I don't think we should think that because we had a period of OPEC shocks and a hard time of adjustment to them that all that experience is discredited. It's true that many of the Great Society programs didn't work as well as expected. However, many of the benefit programs, like food stamps and so on, are credited by their opponents as well as their supporters with having essentially brought poverty as conservatively defined by the Federal Government, down close to zero. Some people think they should be abandoned because they didn't work and some people think they should be abandoned because they did.
Prof. Bell. It seems to me that, by and large, government finds itself unable to do things when it becomes the regulatory agency or the operating agency in a society.
Publicado na edição de de 3 de Janeiro de 1982J
In principle - you can't always apply it across the board - you try to have a framework of social goals and use market mechanisms within that to have people make their own decisions as to how they will adjust within the framework of social goals.
But I think the larger problem is essentially (the question) Prof. Nozick raised of how far one is prepared to go in redistribution on a world scale. So many of our discussions don't take into account the most remarkable fact that we're now embedded completely in a world economy where we lose more and more control of our ability to act.
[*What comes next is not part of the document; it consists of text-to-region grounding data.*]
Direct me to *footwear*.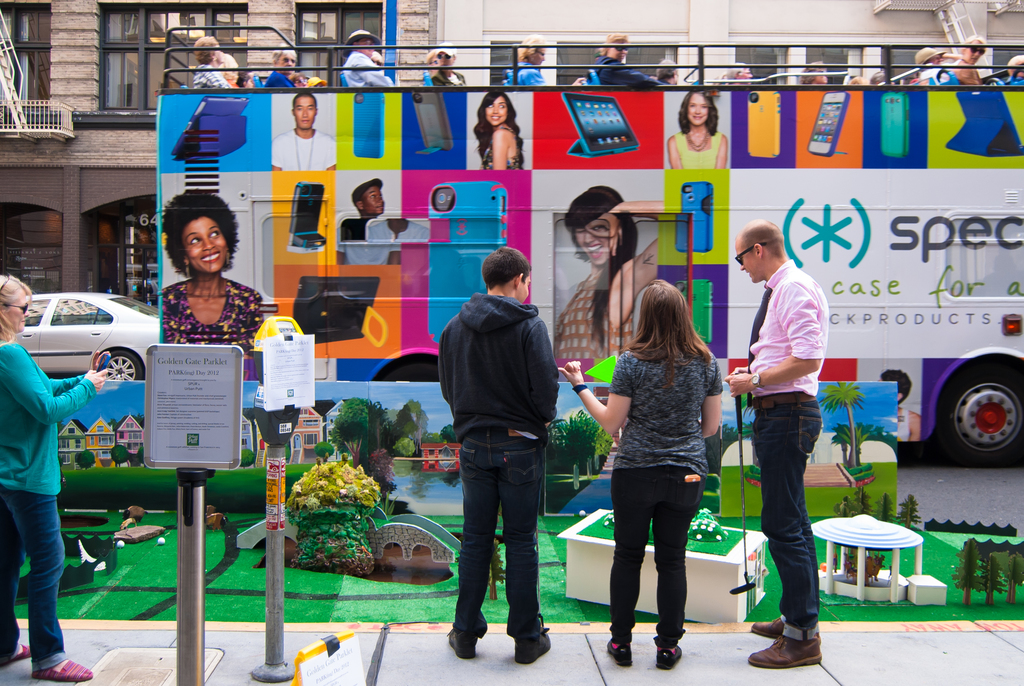
Direction: [left=609, top=634, right=629, bottom=671].
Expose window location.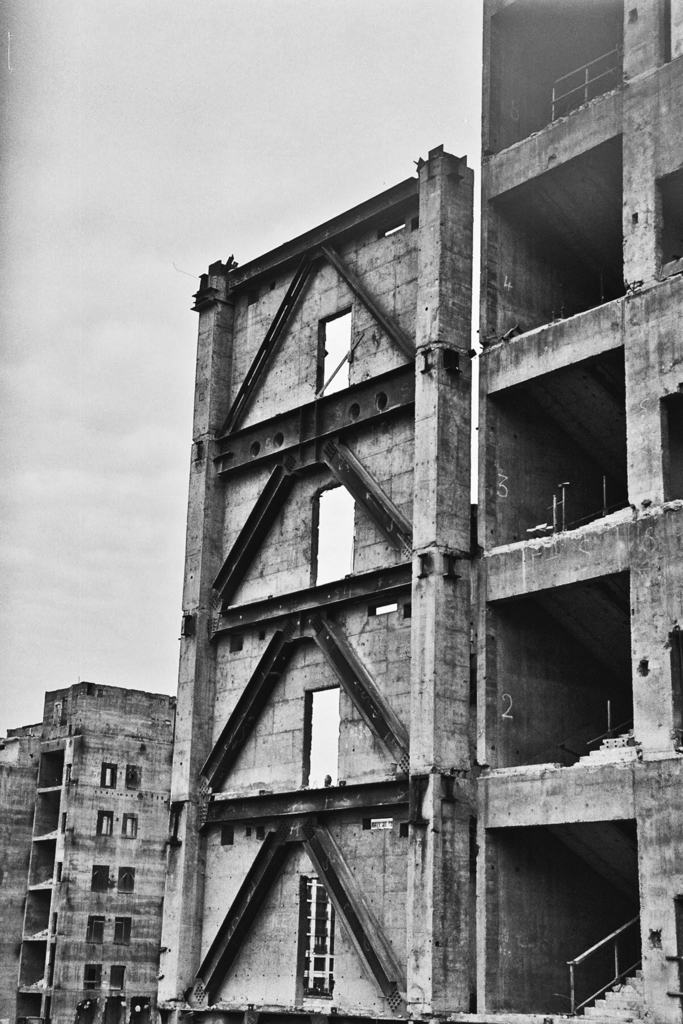
Exposed at BBox(308, 689, 339, 785).
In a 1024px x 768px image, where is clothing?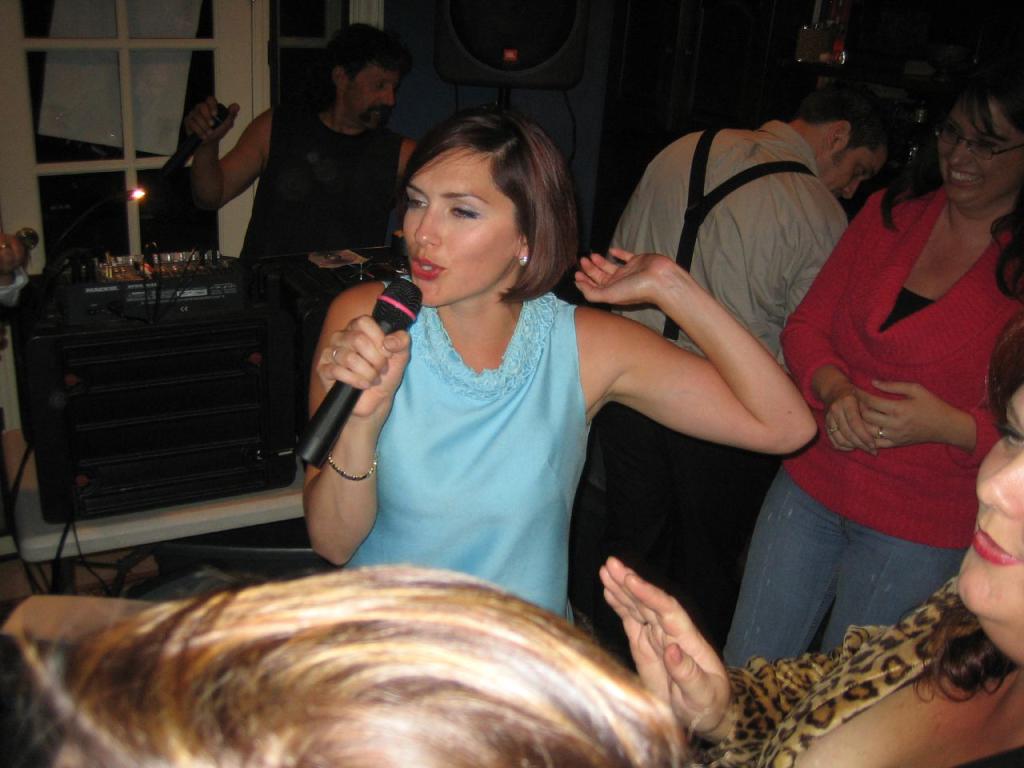
x1=338 y1=274 x2=590 y2=628.
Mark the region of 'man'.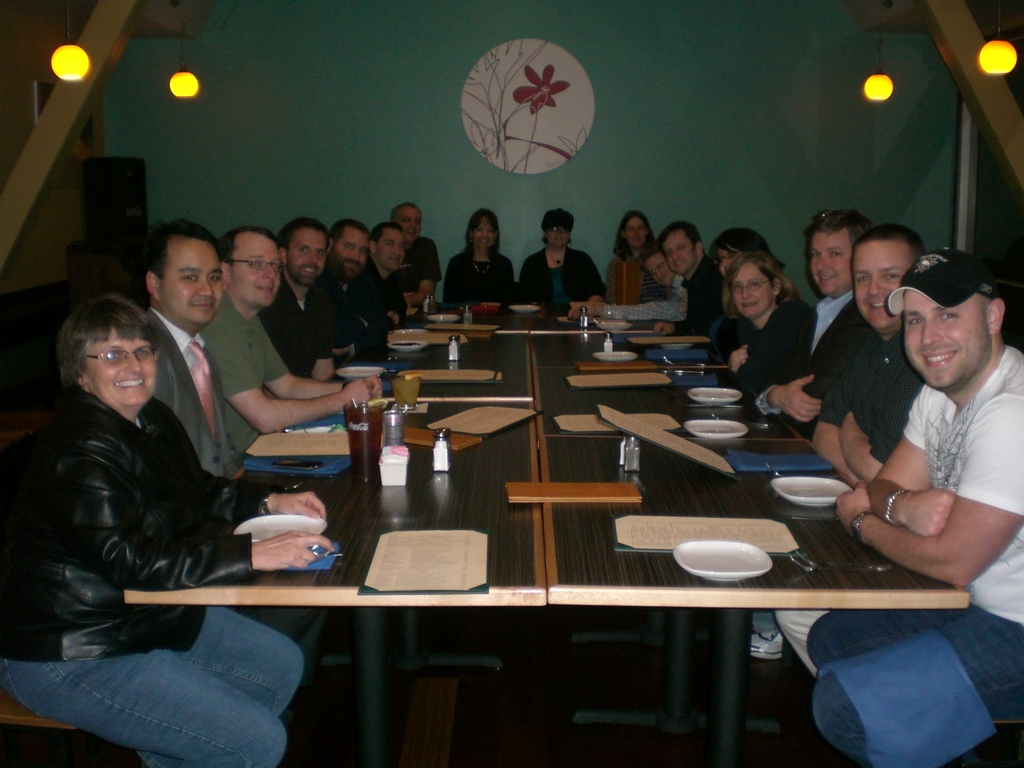
Region: [x1=250, y1=217, x2=337, y2=377].
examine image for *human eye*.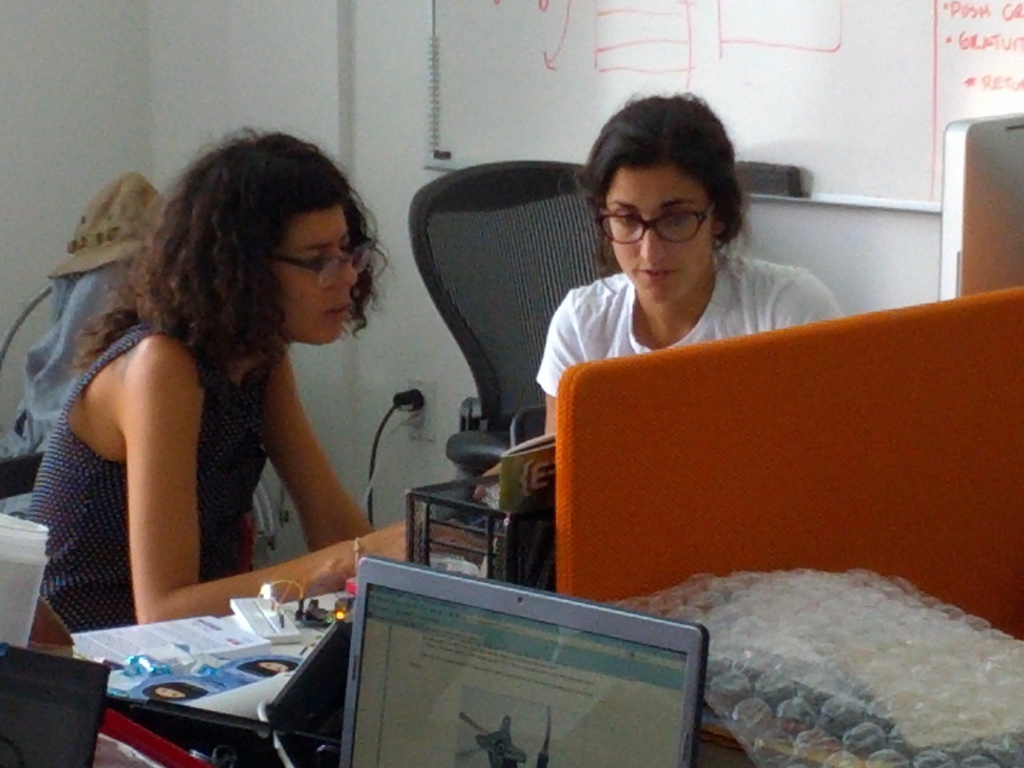
Examination result: bbox=[341, 236, 355, 260].
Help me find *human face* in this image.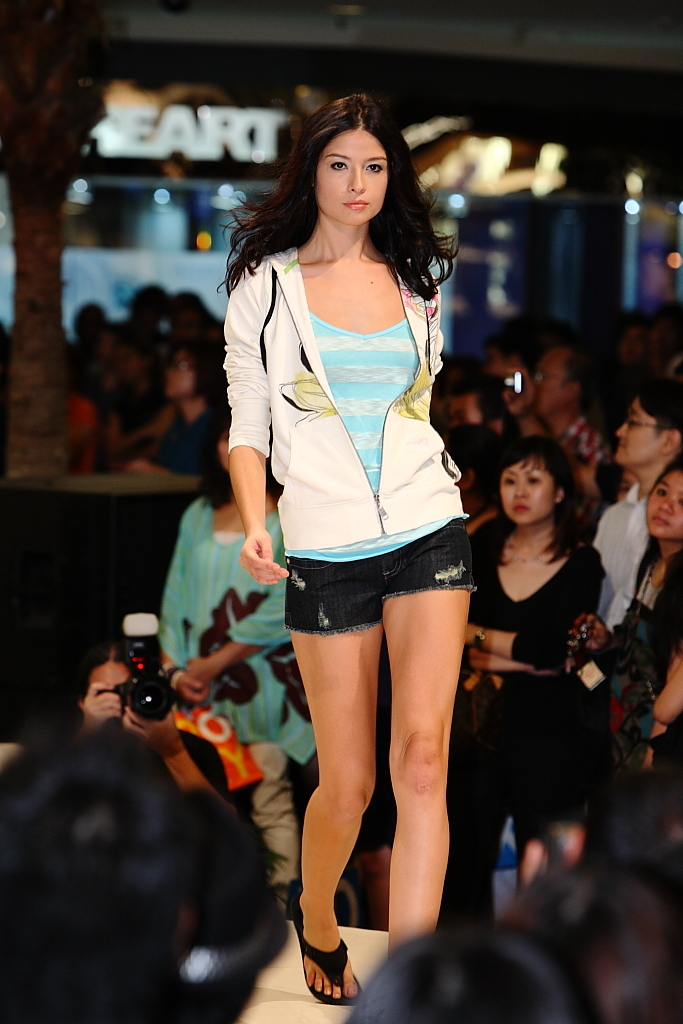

The national s tate has become too small for the big problems of life and too big for the small problems of life. We have centripetal forces and we have centrifugal forces. Our scales don't match. And that, it seem s to me, is the ultimate problem for the next 20 or 30 years.
Prof. Nozick. It is a more complex, interdependent world than we used to live in. I draw the opposite conclusion from the one that Dan Bell draws. I think because it's more complex and interdependent, it's more important to keep the government out - and especially to keep supranational agencies out.